— by Paula Treneer —

One of the highlights of the 2016 Orcas Film Festival for this reviewer was “Neruda,” one of two Festival Films celebrating poets and poetry. Loosely based on a period during the life of Chilean poet-politician Pablo Neruda when he was fleeing an arrest warrant issued by the Chilean government, the film is perhaps best described by its director Pablo Larraín in his recent red-carpet interview at the New York Film Festival: “a mix of noir cinema with cat-and-mouse, road move, black comedy” (10 October 2016 interview with the director by Paula Schwartz, reelifewithjane.com).

Pablo Neruda was the pen name of the poet, diplomat and one-term Communist Senator Ricardo Reyes Basoalto, for whom a warrant was issued after Neruda denounced then-President Videla in a 1948 speech on the Senate floor. Neruda went “underground” for a little over a year, was hidden by a succession of friends and ultimately smuggled out of the country over the Andes’ Lipela Pass in 1949. The film is set during this period of Neruda’s life. Gael García Bernal, now more mature than in his breakout film “Y Tu Mama Tambíen” but no less charismatic, plays the dapper detective Peluchonneau in pursuit of Neruda (Luis Gnecco).

The film’s dark political context, set during the early rise of Chilean fascism (Pinochet is a rising military star, whose cameo appearance alludes to his brutality within the desert prison camps) is leavened with Neruda’s playfulness as he leaves copies of his books with handwritten notes on his trail for his pursuers. The singleminded Oscar Peluchonneau pursues Neruda relentlessly, but is thwarted at key turns which provide comic relief, such as Neruda’s visit to a brothel disguised as a priest. An additional undercurrent contrasts the luxury lifestyle afforded Neruda and his aristocratic Argentine wife with the austerity of their communist comrades, especially highlighted in the opening scene featuring a bacchanal hosted by the Nerudas in extravagant costumes reminiscent of late Roman decadence, accompanied by Neruda’s reciting of love poetry in the poetic voice which won Neruda so many fans.

More than a political thriller, the film strays into the magical realism associated with some of Neruda’s real-life biggest fans such as García Márquez. For readers familiar with the oeuvre of Latin American fabulistes such as Argentinian Julío Cortazar, the mystical lyricism of the detective’s demise will seem quite natural. The film’s final Parisian scenes provide a Bacchanialian bookend to its beginning.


Search the records for the string "Fluid" and return each line that has it.

(Dataset rows about figures)
☆ ☆ ☆ ☆ ☆ ☆ ☆

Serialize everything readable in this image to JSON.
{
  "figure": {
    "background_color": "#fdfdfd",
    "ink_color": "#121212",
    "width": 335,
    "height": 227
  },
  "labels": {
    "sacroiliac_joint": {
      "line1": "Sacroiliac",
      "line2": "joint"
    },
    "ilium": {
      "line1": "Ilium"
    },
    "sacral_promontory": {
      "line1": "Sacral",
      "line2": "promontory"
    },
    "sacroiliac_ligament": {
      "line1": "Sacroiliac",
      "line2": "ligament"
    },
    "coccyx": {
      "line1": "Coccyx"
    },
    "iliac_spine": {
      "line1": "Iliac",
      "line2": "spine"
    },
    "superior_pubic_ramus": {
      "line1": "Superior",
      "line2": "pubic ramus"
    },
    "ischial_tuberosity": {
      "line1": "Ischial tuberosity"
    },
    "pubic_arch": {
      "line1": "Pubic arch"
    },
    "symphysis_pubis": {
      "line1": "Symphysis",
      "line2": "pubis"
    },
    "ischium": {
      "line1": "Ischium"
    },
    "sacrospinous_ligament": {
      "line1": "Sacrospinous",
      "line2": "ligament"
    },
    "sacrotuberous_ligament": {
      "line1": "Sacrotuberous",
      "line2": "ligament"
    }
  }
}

☆ ☆ ☆ ☆ ☆ ☆ ☆

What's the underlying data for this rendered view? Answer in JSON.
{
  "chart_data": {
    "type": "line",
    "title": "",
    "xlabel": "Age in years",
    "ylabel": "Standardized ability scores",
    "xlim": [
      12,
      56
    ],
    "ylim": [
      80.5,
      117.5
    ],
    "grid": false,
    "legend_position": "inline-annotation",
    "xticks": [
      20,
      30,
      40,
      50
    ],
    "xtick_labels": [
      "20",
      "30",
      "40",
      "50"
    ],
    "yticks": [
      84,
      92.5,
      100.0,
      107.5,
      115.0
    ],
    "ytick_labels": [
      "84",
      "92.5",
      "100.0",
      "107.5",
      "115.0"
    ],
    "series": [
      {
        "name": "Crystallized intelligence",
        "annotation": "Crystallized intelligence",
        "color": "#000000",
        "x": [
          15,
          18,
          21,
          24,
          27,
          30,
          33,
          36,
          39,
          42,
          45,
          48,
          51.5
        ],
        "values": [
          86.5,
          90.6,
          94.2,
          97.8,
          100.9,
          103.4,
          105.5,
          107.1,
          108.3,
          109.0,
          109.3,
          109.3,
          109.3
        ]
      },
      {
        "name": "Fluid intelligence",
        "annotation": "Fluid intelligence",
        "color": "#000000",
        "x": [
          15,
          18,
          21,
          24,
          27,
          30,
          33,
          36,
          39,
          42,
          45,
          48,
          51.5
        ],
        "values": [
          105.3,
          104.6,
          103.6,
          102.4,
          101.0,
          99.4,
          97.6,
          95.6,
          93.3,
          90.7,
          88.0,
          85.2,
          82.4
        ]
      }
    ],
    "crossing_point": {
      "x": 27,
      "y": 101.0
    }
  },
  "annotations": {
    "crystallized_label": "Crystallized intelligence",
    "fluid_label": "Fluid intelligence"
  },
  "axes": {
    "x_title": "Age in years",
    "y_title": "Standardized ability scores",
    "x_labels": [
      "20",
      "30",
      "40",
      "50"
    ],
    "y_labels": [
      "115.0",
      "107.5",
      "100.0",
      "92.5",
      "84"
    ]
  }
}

☆ ☆ ☆ ☆ ☆ ☆ ☆

#### Problem solution:
        "name": "Fluid intelligence",
        "annotation": "Fluid intelligence",
    "fluid_label": "Fluid intelligence"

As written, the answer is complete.